Lateral Thinking Management for Better Decisions
When a team misses deadlines, the average manager adds urgency. Strong managers often change the path instead. They remove a dependency, change the decision order, or rewrite the brief so fewer mistakes happen.
Why direct fixes stall
Direct pressure works on simple problems. It fails on system problems. If the issue sits in handoffs, incentives, or hidden ambiguity, more force only spreads stress.
Lateral thinking management means searching for an indirect move that changes the system around the problem. Edward de Bono built that idea into practical exercises because people naturally overuse the first straight-line fix.
Three sideways moves managers use
Change the order
A software manager can move QA involvement earlier, which cuts rework without asking engineers to rush harder. Toyota built much of its reputation by solving quality through process design rather than speeches about effort.
Change the default
A sales manager can replace live status meetings with written updates and reserve calls for blocked deals. That single change gives back hours and improves issue visibility.
Change the owner
Sometimes work stalls because the wrong person carries the decision. Amazon often uses single-threaded ownership for important initiatives because unclear ownership makes intelligent people move slowly.

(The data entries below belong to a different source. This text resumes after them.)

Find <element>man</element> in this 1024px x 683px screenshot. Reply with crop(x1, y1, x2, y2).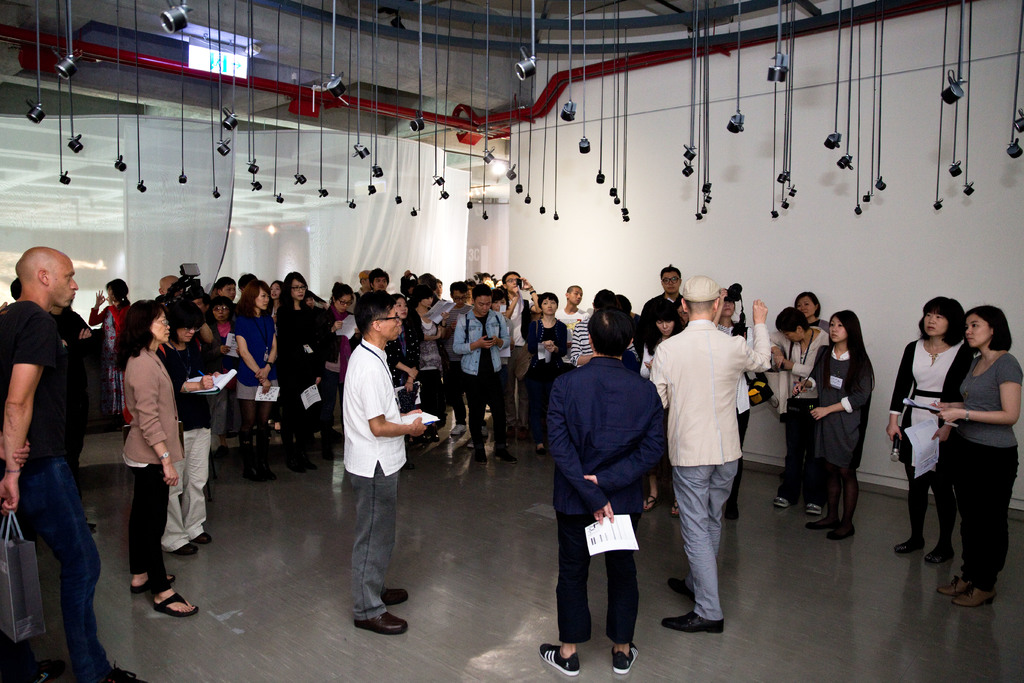
crop(652, 266, 780, 617).
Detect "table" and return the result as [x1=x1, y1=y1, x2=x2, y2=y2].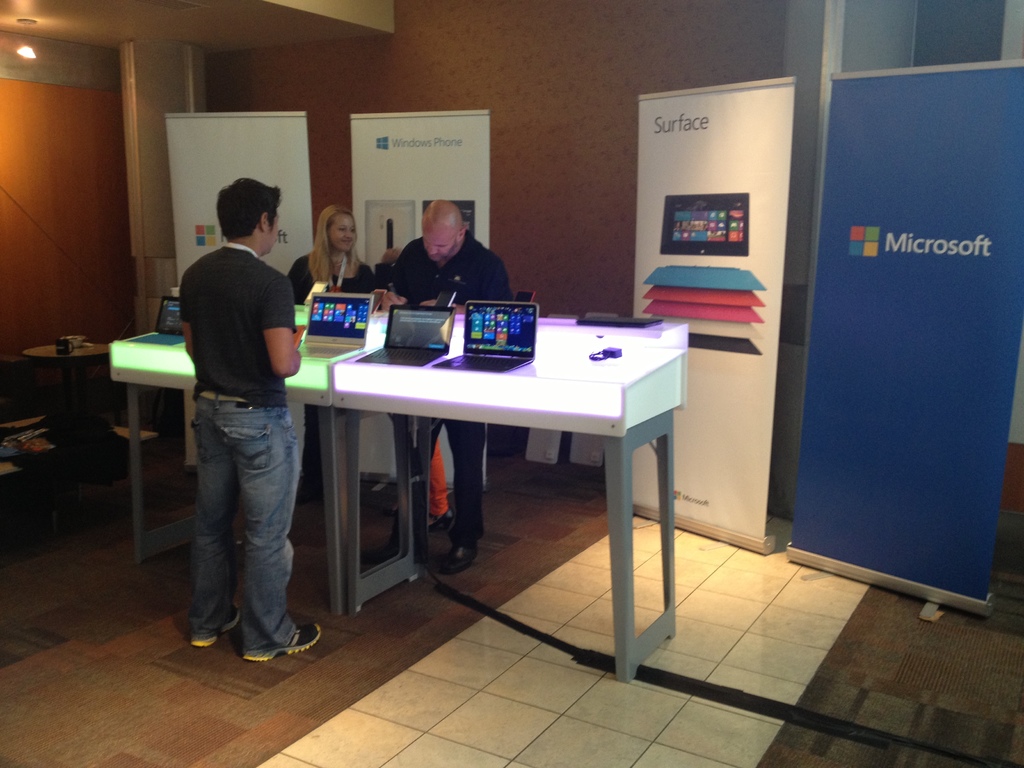
[x1=294, y1=317, x2=697, y2=684].
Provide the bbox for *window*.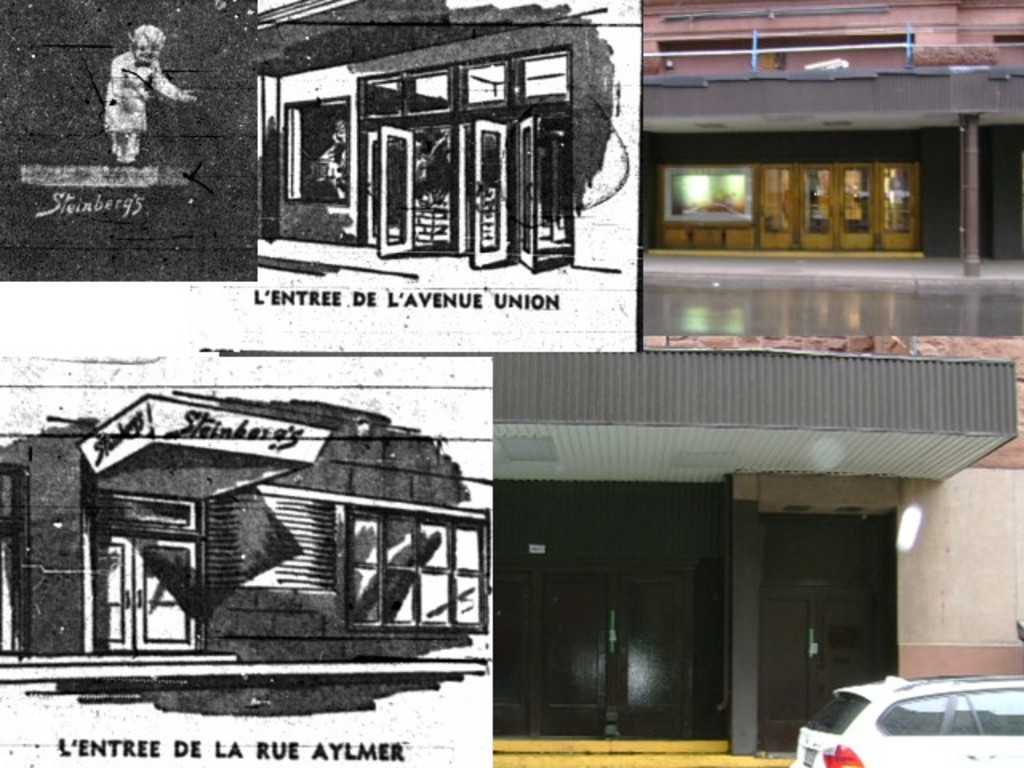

Examples from operations and product
A retail manager facing constant scheduling chaos might let staff bid for preferred shifts inside set rules instead of forcing weekly back-and-forth. A product manager facing endless roadmap debate might ask each lead to write a one-page bet memo before the meeting instead of debating from memory.

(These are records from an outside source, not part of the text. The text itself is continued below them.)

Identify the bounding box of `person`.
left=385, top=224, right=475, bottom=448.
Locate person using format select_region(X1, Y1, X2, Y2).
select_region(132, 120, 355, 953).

Both examples show lateral thinking management in practice. The leader changes the mechanism, and the problem loses force.
How to build the habit on your team
In reviews, ask one extra question: what is the sideways fix here? Require one indirect option before the team chooses a direct one. That small rule trains people to search beyond pressure, repetition, and more meetings.
Sparks gives managers short lateral thinking exercises that strengthen this habit, so unusual options arrive faster when the next repeat problem lands.
Train sideways problem solving in short reps.
Sparks helps managers practice lateral thinking, indirect fixes, and better option generation for stubborn team problems.